Now, if the timing and circumstances could hardly be worse from an Irish perspective, then the way it will be implemented is even worse again. Brexit will shatter the status quo for one simple reason. Despite the optimistic rhetoric of PM May’s Article 50 letter, it will re-introduce the border between the Republic and the North, a border that had literally disappeared as a result of joint membership of the EU. Currently it’s invisible. Customs posts have gone, and so too security checks. People come and go as they wish. But a hard Brexit means that the border will be back for that’s the logical consequence of the UK leaving the EU and the Republic remaining. In popular parlance, partition will be back. Nothing could be more odious to the nationalist mind, North and south. After all, partitioning the island in 1922 had led to a civil war in what was then the Irish Free State but is now the Republic, and to prolonged discrimination in the North.

So, the very threat of partition is anathema. For the Northern Nationalists, the psychological reaction, and hence their political response, was instant and clear-cut. They are not going back to the status quo ante when they were cut off from their compatriots in the Republic and treated as second class citizens in what they regarded as their own country. For the Republic, the political class is determined to enforce the Good Friday Agreement to the letter.

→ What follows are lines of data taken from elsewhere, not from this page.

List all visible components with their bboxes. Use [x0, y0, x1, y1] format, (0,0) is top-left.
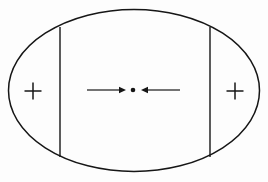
diagram-canvas: Ellipse with two vertical chords, plus m… [0, 0, 268, 182]
right-arrow-pointing-left [141, 87, 180, 93]
left-plus-marker [25, 83, 42, 100]
left-arrow-pointing-right [87, 87, 126, 93]
arrow-head-icon [119, 87, 126, 93]
diagram-svg: Ellipse with two vertical chords, plus m… [0, 0, 268, 182]
right-plus-marker [227, 83, 244, 100]
arrow-head-icon [141, 87, 148, 93]
center-point-dot [131, 88, 136, 93]
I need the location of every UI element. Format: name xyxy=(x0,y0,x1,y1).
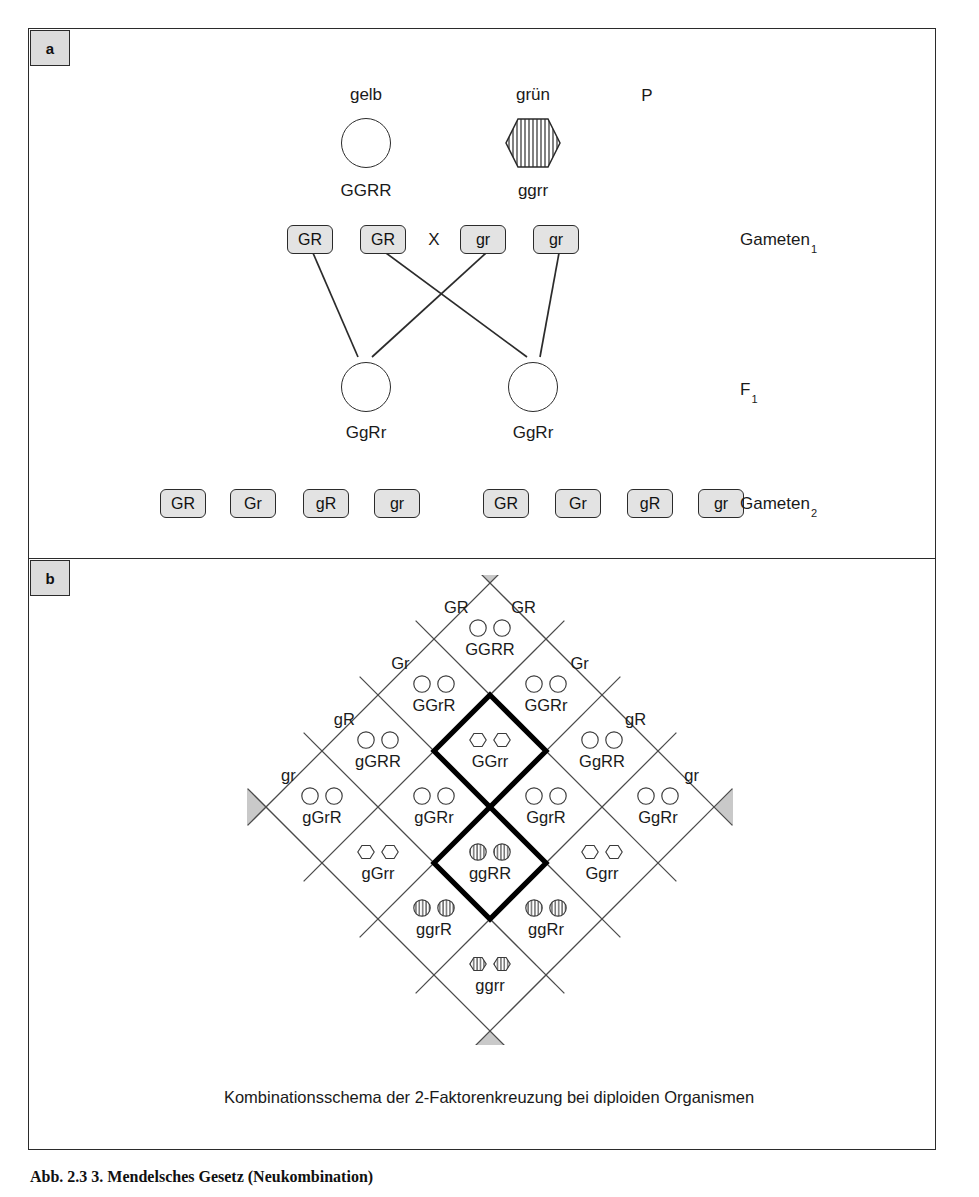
f1-genotype-right: GgRr xyxy=(513,424,554,441)
f1-text: F xyxy=(740,380,750,399)
panel-divider xyxy=(28,558,936,559)
punnett-edge-label-left-2: gR xyxy=(334,710,355,728)
apex-marker-bottom xyxy=(471,1031,509,1045)
parent-organism-yellow-round xyxy=(341,118,391,168)
punnett-edge-label-right-0: GR xyxy=(511,598,536,616)
punnett-edge-label-left-3: gr xyxy=(281,766,296,784)
generation-label-gameten2: Gameten2 xyxy=(740,495,816,515)
punnett-cell-genotype: gGrR xyxy=(302,808,342,826)
f1-genotype-left: GgRr xyxy=(346,424,387,441)
punnett-square-diamond: GGRRGGRrGgRRGgRrGGrRGGrrGgrRGgrrgGRRgGRr… xyxy=(160,575,820,1045)
punnett-cell-genotype: ggRR xyxy=(469,864,511,882)
punnett-cell-genotype: GGRr xyxy=(524,696,568,714)
gameten1-subscript: 1 xyxy=(811,243,817,255)
punnett-cell: gGrR xyxy=(302,788,342,826)
punnett-cell: GgRR xyxy=(579,732,625,770)
punnett-cell-genotype: GGrr xyxy=(472,752,509,770)
gamete1-chip-2[interactable]: gr xyxy=(460,225,506,254)
punnett-cell-genotype: GgRR xyxy=(579,752,625,770)
punnett-cell: GGRr xyxy=(524,676,568,714)
gamete1-chip-3[interactable]: gr xyxy=(533,225,579,254)
gamete2-chip-6[interactable]: gR xyxy=(627,489,673,518)
punnett-cell: GGrR xyxy=(412,676,455,714)
figure-caption: Abb. 2.3 3. Mendelsches Gesetz (Neukombi… xyxy=(30,1168,373,1186)
punnett-cell-genotype: GGrR xyxy=(412,696,455,714)
gameten2-text: Gameten xyxy=(740,494,810,513)
punnett-edge-label-right-3: gr xyxy=(684,766,699,784)
gamete2-chip-7[interactable]: gr xyxy=(698,489,744,518)
punnett-edge-label-right-2: gR xyxy=(625,710,646,728)
punnett-cell-genotype: ggrR xyxy=(416,920,452,938)
punnett-cell-genotype: GgrR xyxy=(526,808,566,826)
punnett-cell: GGRR xyxy=(465,620,515,658)
punnett-cell: GgrR xyxy=(526,788,566,826)
apex-marker-right xyxy=(714,788,733,826)
panel-label-b: b xyxy=(30,560,70,596)
punnett-cell-genotype: GGRR xyxy=(465,640,515,658)
gameten2-subscript: 2 xyxy=(811,507,817,519)
gamete2-chip-5[interactable]: Gr xyxy=(555,489,601,518)
generation-label-gameten1: Gameten1 xyxy=(740,231,816,251)
parent-genotype-ggrr-recessive: ggrr xyxy=(518,182,548,199)
punnett-cell-genotype: Ggrr xyxy=(586,864,620,882)
punnett-cell: GGrr xyxy=(470,733,510,770)
gamete2-chip-1[interactable]: Gr xyxy=(230,489,276,518)
punnett-cell: gGRr xyxy=(414,788,454,826)
cross-symbol: X xyxy=(428,231,439,248)
f1-organism-left xyxy=(341,362,391,412)
parent-genotype-ggrr-dominant: GGRR xyxy=(341,182,392,199)
gamete2-chip-0[interactable]: GR xyxy=(160,489,206,518)
generation-label-p: P xyxy=(641,87,652,104)
gamete2-chip-4[interactable]: GR xyxy=(483,489,529,518)
punnett-cell: ggRR xyxy=(469,844,511,882)
f1-organism-right xyxy=(508,362,558,412)
gamete1-chip-0[interactable]: GR xyxy=(287,225,333,254)
punnett-cell: ggrR xyxy=(414,900,454,938)
gamete2-chip-3[interactable]: gr xyxy=(374,489,420,518)
parent-phenotype-gruen: grün xyxy=(516,86,550,103)
figure-root: a b gelb grün P GGRR ggrr GR GR X gr gr … xyxy=(0,0,979,1197)
punnett-cell-genotype: ggRr xyxy=(528,920,564,938)
parent-phenotype-gelb: gelb xyxy=(350,86,382,103)
punnett-cell: ggrr xyxy=(470,957,510,994)
punnett-edge-label-right-1: Gr xyxy=(570,654,589,672)
punnett-cell-genotype: gGRr xyxy=(414,808,454,826)
gamete1-chip-1[interactable]: GR xyxy=(360,225,406,254)
f1-subscript: 1 xyxy=(751,393,757,405)
punnett-cell-genotype: ggrr xyxy=(475,976,505,994)
punnett-highlight-outline xyxy=(434,695,546,919)
punnett-cell-genotype: gGRR xyxy=(355,752,401,770)
panel-b-caption: Kombinationsschema der 2-Faktorenkreuzun… xyxy=(224,1088,754,1107)
apex-marker-left xyxy=(247,788,266,826)
punnett-edge-label-left-0: GR xyxy=(444,598,469,616)
punnett-cell: Ggrr xyxy=(582,845,622,882)
gamete2-chip-2[interactable]: gR xyxy=(303,489,349,518)
apex-marker-top xyxy=(471,575,509,583)
punnett-cell: gGRR xyxy=(355,732,401,770)
punnett-cell: GgRr xyxy=(638,788,678,826)
punnett-cell-genotype: GgRr xyxy=(638,808,678,826)
parent-organism-green-wrinkled xyxy=(504,116,562,170)
punnett-cell: ggRr xyxy=(526,900,566,938)
generation-label-f1: F1 xyxy=(740,381,757,401)
punnett-cell-genotype: gGrr xyxy=(362,864,396,882)
gameten1-text: Gameten xyxy=(740,230,810,249)
punnett-cell: gGrr xyxy=(358,845,398,882)
punnett-edge-label-left-1: Gr xyxy=(391,654,410,672)
panel-a-cross-lines xyxy=(0,0,979,558)
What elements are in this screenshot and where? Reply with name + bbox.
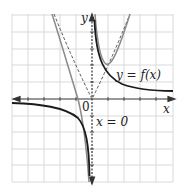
axes [13,14,175,184]
x-axis-right-arrow-icon [168,97,175,102]
function-graph: y x 0 y = f(x) x = 0 [0,0,181,189]
y-axis-label: y [80,11,88,25]
origin-label: 0 [82,100,90,114]
asymptote-label: x = 0 [96,115,128,129]
function-label: y = f(x) [115,68,161,82]
f-curve-left-branch [52,14,89,182]
x-axis-label: x [163,102,170,116]
y-axis-down-arrow-icon [90,177,95,184]
x-axis-left-arrow-icon [13,97,20,102]
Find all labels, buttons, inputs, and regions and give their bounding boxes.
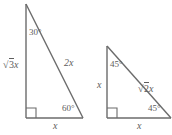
triangle-45-45-90: [107, 46, 171, 118]
left-triangle-hypotenuse-label: 2x: [64, 58, 73, 68]
right-triangle-angle-bottom-right: 45°: [148, 104, 161, 113]
right-triangle-hypotenuse: [107, 46, 171, 118]
radical-sign: √: [138, 83, 144, 94]
variable: x: [14, 59, 18, 70]
geometry-figure: 30° 60° √3x 2x x 45° 45° x √2x x: [0, 0, 172, 135]
left-triangle-base-label: x: [53, 121, 57, 131]
radical-sign: √: [3, 59, 9, 70]
left-triangle-vertical-leg-label: √3x: [2, 60, 172, 70]
left-triangle-angle-bottom-right: 60°: [62, 104, 75, 113]
right-triangle-vertical-leg-label: x: [97, 80, 101, 90]
right-triangle-angle-top: 45°: [110, 60, 123, 69]
left-triangle-angle-top: 30°: [29, 28, 42, 37]
right-triangle-base-label: x: [137, 121, 141, 131]
left-triangle-right-angle-icon: [26, 108, 36, 118]
right-triangle-right-angle-icon: [107, 108, 117, 118]
right-triangle-hypotenuse-label: √2x: [137, 84, 172, 94]
variable: x: [149, 83, 153, 94]
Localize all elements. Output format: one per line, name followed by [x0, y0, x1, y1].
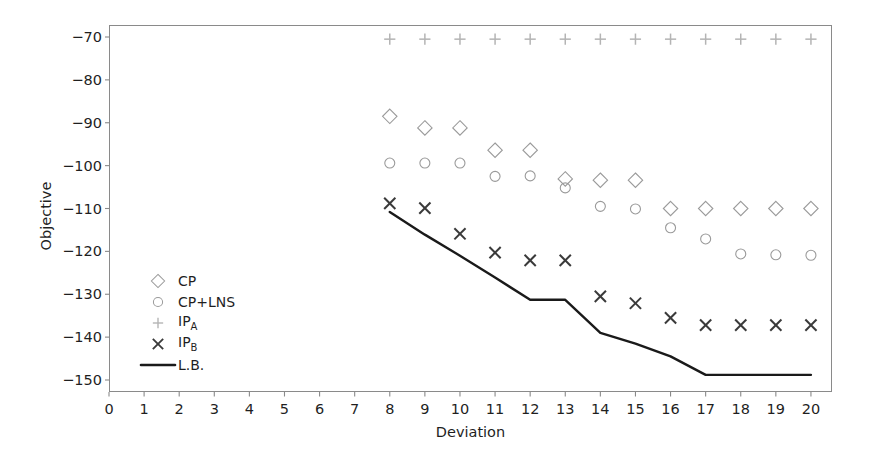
- x-axis-tick-label: 10: [451, 401, 469, 417]
- y-axis-tick-label: −80: [40, 72, 102, 88]
- legend-item[interactable]: L.B.: [138, 354, 246, 375]
- data-point-x: [153, 338, 163, 348]
- data-point-circle: [153, 297, 162, 306]
- chart-legend: CPCP+LNSIPAIPBL.B.: [132, 262, 252, 383]
- legend-item[interactable]: CP: [138, 270, 246, 291]
- legend-item[interactable]: IPB: [138, 333, 246, 354]
- x-axis-tick-label: 5: [280, 401, 289, 417]
- y-axis-label: Objective: [38, 156, 54, 276]
- x-axis-label: Deviation: [109, 424, 832, 440]
- data-point-diamond: [151, 274, 164, 287]
- x-axis-tick-label: 4: [245, 401, 254, 417]
- x-axis-tick-label: 19: [767, 401, 785, 417]
- plus-icon: [138, 313, 178, 333]
- x-icon: [138, 334, 178, 354]
- x-axis-tick-label: 9: [420, 401, 429, 417]
- x-axis-tick-label: 8: [385, 401, 394, 417]
- legend-item-label: CP: [178, 273, 196, 289]
- y-axis-tick-label: −70: [40, 29, 102, 45]
- x-axis-tick-label: 17: [696, 401, 714, 417]
- legend-item-label: L.B.: [178, 357, 204, 373]
- circle-icon: [138, 292, 178, 312]
- x-axis-tick-label: 11: [486, 401, 504, 417]
- legend-item-label: CP+LNS: [178, 294, 235, 310]
- data-point-plus: [153, 317, 163, 327]
- x-axis-tick-label: 15: [626, 401, 644, 417]
- y-axis-tick-label: −150: [40, 372, 102, 388]
- x-axis-tick-label: 20: [802, 401, 820, 417]
- legend-item-subscript: A: [191, 321, 198, 332]
- x-axis-tick-label: 7: [350, 401, 359, 417]
- legend-item-subscript: B: [191, 342, 198, 353]
- x-axis-tick-label: 2: [175, 401, 184, 417]
- line-icon: [138, 355, 178, 375]
- y-axis-tick-label: −130: [40, 286, 102, 302]
- x-axis-tick-label: 0: [104, 401, 113, 417]
- x-axis-tick-label: 13: [556, 401, 574, 417]
- legend-item[interactable]: IPA: [138, 312, 246, 333]
- legend-item-label: IPA: [178, 313, 197, 332]
- x-axis-tick-label: 6: [315, 401, 324, 417]
- y-axis-tick-label: −140: [40, 329, 102, 345]
- x-axis-tick-label: 18: [732, 401, 750, 417]
- chart-figure: −70−80−90−100−110−120−130−140−150 012345…: [0, 0, 872, 451]
- legend-item[interactable]: CP+LNS: [138, 291, 246, 312]
- x-axis-tick-label: 16: [661, 401, 679, 417]
- x-axis-tick-label: 12: [521, 401, 539, 417]
- x-axis-tick-label: 1: [139, 401, 148, 417]
- diamond-icon: [138, 271, 178, 291]
- legend-item-label: IPB: [178, 334, 197, 353]
- x-axis-tick-label: 3: [210, 401, 219, 417]
- y-axis-tick-label: −90: [40, 115, 102, 131]
- x-axis-tick-label: 14: [591, 401, 609, 417]
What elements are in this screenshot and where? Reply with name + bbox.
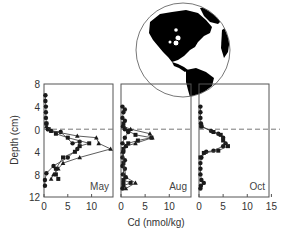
data-point-circle xyxy=(44,110,48,114)
y-tick: 8 xyxy=(34,170,40,181)
data-point-square xyxy=(66,136,70,140)
data-point-triangle xyxy=(49,176,54,180)
panels: 0510May0510Aug051015Oct xyxy=(41,84,280,212)
x-tick: 5 xyxy=(65,201,71,212)
data-point-circle xyxy=(58,130,62,134)
data-point-circle xyxy=(44,116,48,120)
data-point-circle xyxy=(43,178,47,182)
data-point-square xyxy=(221,139,225,143)
y-axis-title: Depth (cm) xyxy=(9,115,20,164)
data-point-circle xyxy=(121,110,125,114)
y-tick: 4 xyxy=(34,102,40,113)
data-point-circle xyxy=(44,104,48,108)
y-tick: 12 xyxy=(29,192,41,203)
x-tick: 10 xyxy=(242,201,254,212)
data-point-square xyxy=(226,144,230,148)
data-point-circle xyxy=(43,99,47,103)
data-point-circle xyxy=(198,104,202,108)
x-tick: 0 xyxy=(41,201,47,212)
panel-oct: 051015Oct xyxy=(196,84,280,212)
data-point-circle xyxy=(198,172,202,176)
data-point-square xyxy=(129,181,133,185)
data-point-triangle xyxy=(133,180,138,184)
y-tick: 0 xyxy=(34,125,40,136)
data-point-square xyxy=(78,144,82,148)
data-point-square xyxy=(61,155,65,159)
x-tick: 5 xyxy=(220,201,226,212)
data-point-square xyxy=(133,133,137,137)
figure: Depth (cm) 8 4 0 4 8 12 0510May0510Aug05… xyxy=(0,0,289,238)
data-point-circle xyxy=(70,141,74,145)
data-point-square xyxy=(198,155,202,159)
x-tick: 5 xyxy=(142,201,148,212)
x-tick: 10 xyxy=(164,201,176,212)
data-point-square xyxy=(199,124,203,128)
data-point-circle xyxy=(123,135,127,139)
data-point-circle xyxy=(198,110,202,114)
series-line xyxy=(45,95,80,185)
data-point-square xyxy=(211,130,215,134)
data-point-circle xyxy=(120,141,124,145)
panel-aug: 0510Aug xyxy=(118,84,191,212)
y-axis: Depth (cm) 8 4 0 4 8 12 xyxy=(9,79,40,203)
x-tick: 0 xyxy=(196,201,202,212)
month-label: Aug xyxy=(169,181,187,192)
data-point-square xyxy=(87,141,91,145)
data-point-square xyxy=(219,133,223,137)
site-marker-icon xyxy=(173,40,179,46)
data-point-square xyxy=(202,151,206,155)
x-tick: 15 xyxy=(266,201,278,212)
data-point-square xyxy=(56,177,60,181)
panel-may: 0510May xyxy=(41,84,113,212)
data-point-triangle xyxy=(96,141,101,145)
x-axis-title: Cd (nmol/kg) xyxy=(127,217,184,228)
month-label: May xyxy=(90,181,109,192)
x-tick: 0 xyxy=(118,201,124,212)
month-label: Oct xyxy=(249,181,265,192)
data-point-circle xyxy=(198,161,202,165)
data-point-circle xyxy=(43,184,47,188)
data-point-circle xyxy=(211,148,215,152)
data-point-circle xyxy=(44,171,48,175)
y-tick: 4 xyxy=(34,147,40,158)
data-point-circle xyxy=(198,167,202,171)
y-tick: 8 xyxy=(34,79,40,90)
data-point-circle xyxy=(43,93,47,97)
data-point-circle xyxy=(198,186,202,190)
x-tick: 10 xyxy=(86,201,98,212)
data-point-square xyxy=(73,150,77,154)
data-point-square xyxy=(216,149,220,153)
data-point-square xyxy=(121,184,125,188)
data-point-circle xyxy=(198,116,202,120)
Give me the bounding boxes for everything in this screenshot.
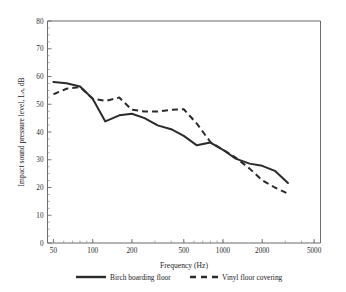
x-tick-label: 500 <box>178 247 189 255</box>
x-axis-title: Frequency (Hz) <box>160 261 208 270</box>
y-tick-label: 30 <box>36 156 44 164</box>
y-tick-label: 10 <box>36 212 44 220</box>
y-tick-label: 80 <box>36 18 44 26</box>
y-tick-label: 70 <box>36 45 44 53</box>
x-tick-label: 1000 <box>216 247 231 255</box>
chart-figure: 01020304050607080 5010020050010002000500… <box>0 0 346 292</box>
y-tick-label: 50 <box>36 101 44 109</box>
y-axis-title: Impact sound pressure level, Lₙ, dB <box>17 77 26 186</box>
x-tick-label: 200 <box>127 247 138 255</box>
y-tick-label: 20 <box>36 184 44 192</box>
legend-label-vinyl-floor-covering: Vinyl floor covering <box>222 273 283 282</box>
x-tick-label: 2000 <box>255 247 270 255</box>
y-axis-tick-labels: 01020304050607080 <box>36 18 44 248</box>
y-tick-label: 60 <box>36 73 44 81</box>
y-tick-label: 40 <box>36 129 44 137</box>
x-tick-label: 100 <box>87 247 98 255</box>
y-tick-label: 0 <box>40 240 44 248</box>
x-tick-label: 5000 <box>307 247 322 255</box>
x-tick-label: 50 <box>50 247 58 255</box>
legend-label-birch-boarding-floor: Birch boarding floor <box>110 273 171 282</box>
impact-sound-pressure-chart: 01020304050607080 5010020050010002000500… <box>0 0 346 292</box>
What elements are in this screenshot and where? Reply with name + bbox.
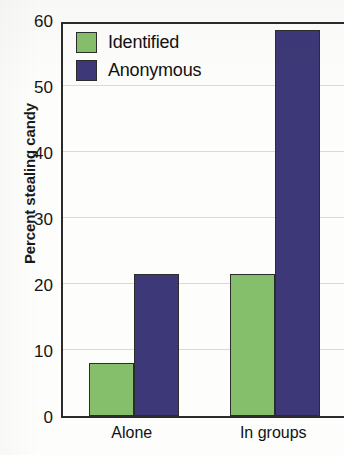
bar-anonymous-alone (134, 274, 179, 416)
y-tick-label: 20 (8, 277, 53, 294)
y-tick-label: 50 (8, 79, 53, 96)
legend-item-identified: Identified (76, 30, 201, 54)
legend: Identified Anonymous (76, 30, 201, 86)
legend-swatch-anonymous (76, 60, 97, 81)
y-tick-label: 60 (8, 13, 53, 30)
bar-anonymous-in-groups (275, 30, 320, 416)
bar-chart: Percent stealing candy 0102030405060 Alo… (0, 0, 344, 455)
legend-swatch-identified (76, 32, 97, 53)
bar-identified-in-groups (230, 274, 275, 416)
legend-label-identified: Identified (108, 32, 179, 53)
y-tick-label: 0 (8, 409, 53, 426)
legend-label-anonymous: Anonymous (108, 60, 201, 81)
y-tick-label: 30 (8, 211, 53, 228)
x-tick-label: In groups (203, 424, 343, 442)
x-tick-label: Alone (62, 424, 202, 442)
bar-identified-alone (89, 363, 134, 416)
y-tick-label: 10 (8, 343, 53, 360)
y-tick-label: 40 (8, 145, 53, 162)
legend-item-anonymous: Anonymous (76, 58, 201, 82)
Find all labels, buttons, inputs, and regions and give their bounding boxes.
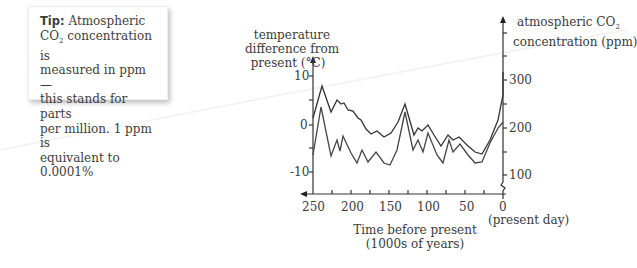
x-tick-250: 250	[302, 200, 325, 214]
right-tick-100: 100	[509, 168, 532, 182]
x-axis-title: Time before present (1000s of years)	[350, 223, 480, 251]
x-present-day-label: (present day)	[488, 213, 569, 227]
x-tick-150: 150	[379, 200, 402, 214]
x-tick-200: 200	[341, 200, 364, 214]
right-axis-title: atmospheric CO2 concentration (ppm)	[513, 15, 637, 49]
right-y-axis	[501, 22, 505, 199]
x-tick-100: 100	[417, 200, 440, 214]
x-tick-0: 0	[499, 200, 507, 214]
right-tick-200: 200	[509, 121, 532, 135]
right-tick-300: 300	[509, 73, 532, 87]
left-tick-neg10: -10	[290, 165, 309, 179]
right-axis-arrow-icon	[500, 16, 506, 23]
left-tick-10: 10	[294, 69, 309, 83]
x-axis-arrow-icon	[300, 191, 307, 197]
left-axis-title: temperature difference from present (°C)	[238, 28, 346, 70]
x-tick-50: 50	[459, 200, 474, 214]
left-tick-0: 0	[300, 118, 308, 132]
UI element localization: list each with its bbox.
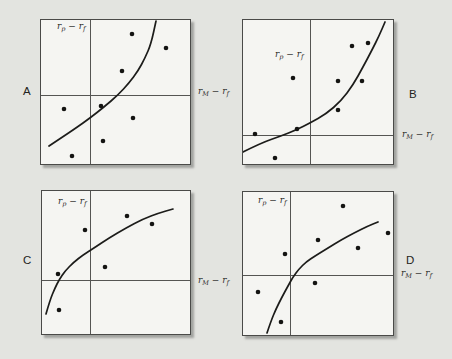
panel-d-scatter-svg — [243, 192, 393, 335]
panel-c-scatter-dot — [103, 265, 108, 270]
panel-b-scatter-dot — [291, 76, 296, 81]
panel-b-letter-label: B — [409, 88, 417, 100]
panel-b-scatter-dot — [350, 44, 355, 49]
panel-c-scatter-dot — [83, 228, 88, 233]
panel-d-scatter-dot — [313, 281, 318, 286]
panel-c-plot-box — [41, 190, 191, 335]
panel-a-scatter-dot — [62, 107, 67, 112]
panel-a-scatter-svg — [41, 20, 190, 164]
panel-d-scatter-dot — [283, 252, 288, 257]
panel-d-letter-label: D — [406, 254, 414, 266]
panel-d-scatter-dot — [356, 246, 361, 251]
panel-a-letter-label: A — [23, 85, 31, 97]
panel-b-characteristic-curve — [243, 22, 385, 152]
panel-a-scatter-dot — [130, 32, 135, 37]
panel-c-scatter-dot — [125, 214, 130, 219]
panel-b-scatter-dot — [336, 79, 341, 84]
panel-a-scatter-dot — [131, 116, 136, 121]
panel-c-scatter-dot — [56, 272, 61, 277]
panel-b-y-axis-label: rp − rf — [275, 48, 304, 61]
panel-a-scatter-dot — [120, 69, 125, 74]
panel-d-characteristic-curve — [267, 222, 378, 333]
panel-d-x-axis-label: rM − rf — [401, 267, 432, 280]
panel-a-scatter-dot — [99, 104, 104, 109]
panel-c-scatter-svg — [42, 191, 190, 334]
panel-c-scatter-dot — [57, 308, 62, 313]
panel-b-scatter-dot — [366, 41, 371, 46]
panel-b-scatter-dot — [253, 132, 258, 137]
panel-a-scatter-dot — [70, 154, 75, 159]
panel-a-scatter-dot — [164, 46, 169, 51]
timing-scatter-figure: rp − rfrM − rfArp − rfrM − rfBrp − rfrM … — [0, 0, 452, 359]
panel-c-y-axis-label: rp − rf — [58, 195, 87, 208]
panel-d-scatter-dot — [386, 231, 391, 236]
panel-c-x-axis-label: rM − rf — [198, 274, 229, 287]
panel-b-scatter-svg — [243, 20, 393, 164]
panel-b-x-axis-label: rM − rf — [402, 128, 433, 141]
panel-d-scatter-dot — [341, 204, 346, 209]
panel-d-y-axis-label: rp − rf — [258, 194, 287, 207]
panel-a-x-axis-label: rM − rf — [198, 85, 229, 98]
panel-b-plot-box — [242, 19, 394, 165]
panel-d-plot-box — [242, 191, 394, 336]
panel-d-scatter-dot — [279, 320, 284, 325]
panel-c-letter-label: C — [23, 254, 31, 266]
panel-b-scatter-dot — [360, 79, 365, 84]
panel-a-y-axis-label: rp − rf — [57, 20, 86, 33]
panel-c-scatter-dot — [150, 222, 155, 227]
panel-a-scatter-dot — [101, 139, 106, 144]
panel-b-scatter-dot — [336, 108, 341, 113]
panel-b-scatter-dot — [295, 127, 300, 132]
panel-d-scatter-dot — [316, 238, 321, 243]
panel-b-scatter-dot — [273, 156, 278, 161]
panel-d-scatter-dot — [256, 290, 261, 295]
panel-a-characteristic-curve — [49, 21, 156, 146]
panel-a-plot-box — [40, 19, 191, 165]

The Taoiseach, Enda Kenny, who is the most experienced and wily politician in the Republic (and a veteran of EU politics in which he revels) has taken the high ground by invoking the Good Friday Agreement and insisting that it be recognised and incorporated into whatever divorce settlement is agreed between the EU and the UK. He has referenced the reunification of Germany as an analogue for Northern Ireland’s incorporation into the Republic and, consequently, into the European Union in a seamless transition from one jurisdiction to another. The point is well made, understood widely in Ireland, and accepted in the EU. It means that Irish unity is back on the agenda, and that means back on the British agenda. It will be another headache for Mrs May, adding to that caused by Scotland.

It would have been best to let sleeping dogs lie. For all the alarms and excursions in Northern Ireland the situation there could have been contained indefinitely and a new constitutional settlement would have emerged at its own pace. But Brexit changed that overnight, and has disinterred ancestral memories. It is seen as a decision taken in the English national interest without the slightest regard for Irish national interests (or for Scottish interests) and without a thought for what it might do, and undo, in Ireland. To say that it has provoked outrage among otherwise reasonable people would be an understatement.

To make matters worse, Brexit will impose massive collateral damage on the Irish economy, notably to its export sector which is heavily dependent on free access to the British market, and on the public finances due to the negative impact of British withdrawal on EU budgetary arithmetic: Ireland will have to pay more into the budget but will get less out. That prospect has simply added to Dublin’s unhappiness and understandably has cooled relations with London. From an Irish perspective, Brexit comes at great cost. The period since the Good Friday Agreement was signed has been as ideal as human imperfection permits. The best era that this island has ever had. Now all is changed, changed utterly, to quote Mr. Yeats. And for what?

It was said of the Irish Question that whenever the British came up with an answer the Irish changed the question. That was the problem. This time it is the British who have changed the question and the Irish who are coming up with the answer. And so, we have reached the end game in the long saga initiated by the Act of Union in 1801. It will be unwound, not what the Brexiteers intended but what they instigated. Hence, the consternation of those who were not so blind to history.

Brendan Halligan is a former General Secretary of the Irish Labour Party. He has been a member of Dáil Éireann (the Irish House of Representatives), the Irish Senate and the European Parliament. He founded the Institute of International and European Affairs, a leading European think tank, in 1990 for which he is currently the President.